Man, I’m coming up on 2,000 words here again. I tell ya, you
make a New Year’s resolution to get more pieces up on the website, and you
think that’ll translate into shorter stuff. Apparently you can take the writer
out of the long-form division, but you can’t take the long-form out of the
writer.
I will write shorter, easier-to-consume pieces as the year
progresses. Well, I’ll try.
...
So, baseball.
![]() |
Target Field: Go see it! Courtesy of ESPN. |
The Twins will likely significantly improve over last year’s
won-loss record.
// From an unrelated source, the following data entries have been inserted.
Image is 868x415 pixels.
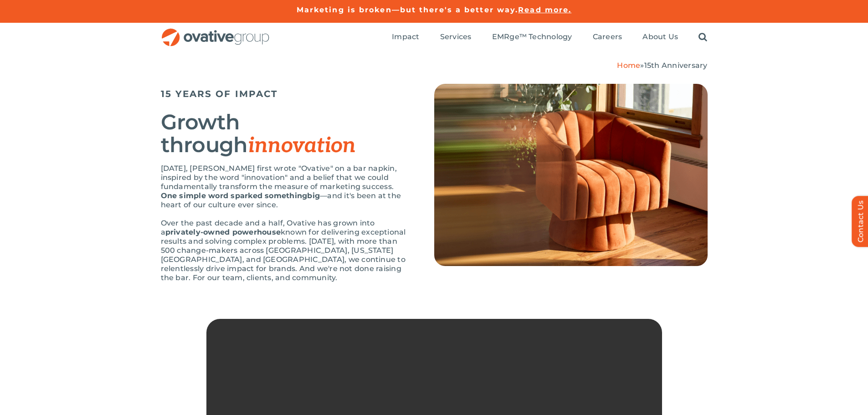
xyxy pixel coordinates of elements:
[392,32,419,41] span: Impact
[440,32,471,42] a: Services
[434,84,707,266] img: Chair
[392,32,419,42] a: Impact
[440,32,471,41] span: Services
[593,32,622,41] span: Careers
[161,88,411,99] h5: 15 YEARS OF IMPACT
[518,5,571,14] a: Read more.
[698,32,707,42] a: Search
[276,201,278,209] span: .
[492,32,572,41] span: EMRge™ Technology
[617,61,640,70] a: Home
[248,133,356,159] span: innovation
[161,164,397,191] span: [DATE], [PERSON_NAME] first wrote "Ovative" on a bar napkin, inspired by the word "innovation" an...
[161,228,406,282] span: known for delivering exceptional results and solving complex problems. [DATE], with more than 500...
[161,191,308,200] span: One simple word sparked something
[642,32,678,41] span: About Us
[642,32,678,42] a: About Us
[593,32,622,42] a: Careers
[161,27,270,36] a: OG_Full_horizontal_RGB
[161,111,411,157] h2: Growth through
[392,23,707,52] nav: Menu
[307,191,320,200] span: big
[165,228,280,236] span: privately-owned powerhouse
[492,32,572,42] a: EMRge™ Technology
[161,191,402,209] span: —and it's been at the heart of our culture ever since
[161,219,375,236] span: Over the past decade and a half, Ovative has grown into a
[644,61,707,70] span: 15th Anniversary
[617,61,707,70] span: »
[297,5,518,14] a: Marketing is broken—but there's a better way.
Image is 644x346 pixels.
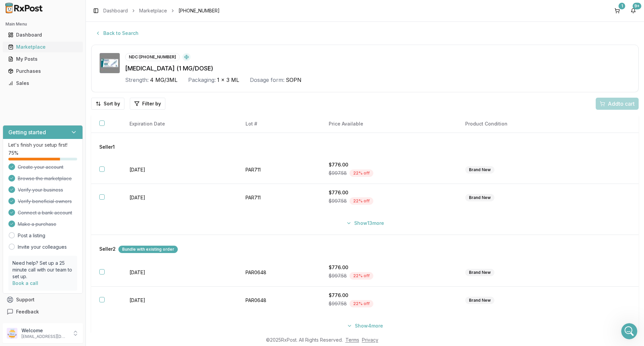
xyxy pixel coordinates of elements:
[179,7,219,14] span: [PHONE_NUMBER]
[13,59,121,70] p: How can we help?
[13,48,121,59] p: Hi [PERSON_NAME]
[8,80,77,86] div: Sales
[30,95,61,101] span: sounds good!
[628,5,639,16] button: 9+
[465,269,495,277] div: Brand New
[18,210,72,216] span: Connect a bank account
[18,187,63,193] span: Verify your business
[13,94,28,109] img: Profile image for Manuel
[125,53,179,61] div: NDC: [PHONE_NUMBER]
[3,78,83,89] button: Sales
[5,65,80,77] a: Purchases
[3,66,83,76] button: Purchases
[321,116,457,133] th: Price Available
[8,141,77,149] p: Let's finish your setup first!
[18,198,72,205] span: Verify beneficial owners
[349,272,373,280] div: 22 % off
[618,3,625,10] div: 1
[465,194,495,202] div: Brand New
[115,11,127,23] div: Close
[125,76,148,84] div: Strength:
[3,29,83,40] button: Dashboard
[91,11,105,24] img: Profile image for Bobbie
[5,21,80,27] h2: Main Menu
[3,306,83,318] button: Feedback
[612,5,623,16] button: 1
[10,121,124,134] button: Search for help
[44,210,89,237] button: Messages
[7,79,127,114] div: Recent messageProfile image for Manuelsounds good![PERSON_NAME]•19h ago
[122,116,237,133] th: Expiration Date
[30,101,68,109] div: [PERSON_NAME]
[362,337,378,343] a: Privacy
[13,84,121,92] div: Recent message
[18,232,45,239] a: Post a listing
[15,227,30,231] span: Home
[346,337,359,343] a: Terms
[91,28,142,39] button: Back to Search
[349,301,373,308] div: 22 % off
[21,327,68,334] p: Welcome
[3,294,83,306] button: Support
[343,320,387,332] button: Show4more
[21,334,68,340] p: [EMAIL_ADDRESS][DOMAIN_NAME]
[12,280,38,286] a: Book a call
[122,259,237,286] td: [DATE]
[329,170,346,177] span: $997.58
[150,76,178,84] span: 4 MG/3ML
[5,53,80,65] a: My Posts
[125,64,631,73] div: [MEDICAL_DATA] (1 MG/DOSE)
[237,184,321,212] td: PAR711
[118,245,178,253] div: Bundle with existing order
[250,76,284,84] div: Dosage form:
[8,68,77,75] div: Purchases
[237,259,321,286] td: PAR0648
[349,197,373,205] div: 22 % off
[99,245,115,253] span: Seller 2
[621,324,637,340] iframe: Intercom live chat
[99,53,120,73] img: Ozempic (1 MG/DOSE) 4 MG/3ML SOPN
[3,42,83,52] button: Marketplace
[5,77,80,89] a: Sales
[70,101,91,109] div: • 19h ago
[329,273,346,279] span: $997.58
[122,184,237,212] td: [DATE]
[104,101,120,107] span: Sort by
[130,98,165,109] button: Filter by
[8,56,77,62] div: My Posts
[5,41,80,53] a: Marketplace
[329,293,449,299] div: $776.00
[16,309,39,316] span: Feedback
[103,7,128,14] a: Dashboard
[13,124,54,131] span: Search for help
[142,101,161,107] span: Filter by
[465,297,495,304] div: Brand New
[56,227,79,231] span: Messages
[91,98,124,109] button: Sort by
[329,162,449,168] div: $776.00
[8,31,77,38] div: Dashboard
[13,162,121,169] div: All services are online
[103,7,219,14] nav: breadcrumb
[8,149,19,157] span: 75 %
[99,144,115,150] span: Seller 1
[107,227,117,231] span: Help
[122,157,237,184] td: [DATE]
[18,244,67,251] a: Invite your colleagues
[329,189,449,197] div: $776.00
[3,3,45,13] img: RxPost Logo
[18,164,63,171] span: Create your account
[18,175,72,182] span: Browse the marketplace
[78,11,91,24] img: Profile image for Manuel
[8,44,77,51] div: Marketplace
[217,76,239,84] span: 1 x 3 ML
[632,3,641,10] div: 9+
[237,286,321,315] td: PAR0648
[5,28,80,41] a: Dashboard
[90,210,134,237] button: Help
[13,12,52,23] img: logo
[329,264,449,271] div: $776.00
[188,76,216,84] div: Packaging:
[66,11,79,24] img: Profile image for Rachel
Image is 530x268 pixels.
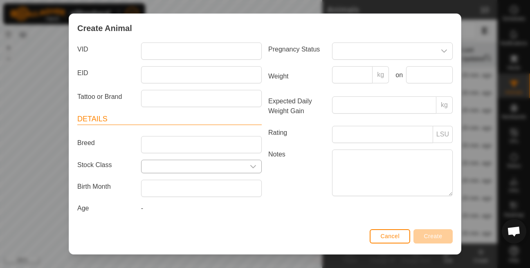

But when you’re coming off a season as rotten as their 2016, you
run the risk of displaying Timberwolves Mirage Syndrome, where a big
improvement and progress among their promising young guns still only gets them
to, like, a 72-90 season.
Hopefully, those ZiPS and PECOTA projections signal that we’ll
be treated to the exploits of a much more competitive Twins team in 2017. Well,
no, first things first: Hopefully, the Wild’s season will last into June this
year, so we can all make educated decisions on how much time to spend closely following
this year’s iteration of the Twins with two months of solid evidence already in
the bag. But even if the Wild follow the unfortunately common Bruce Boudreau
Path to Postseason Struggletown, it’ll probably still be worthwhile to make a
couple trips to Target Field this summer, because it’s one of the finest ways
to spend a summer afternoon on a lovely Twin Cities day.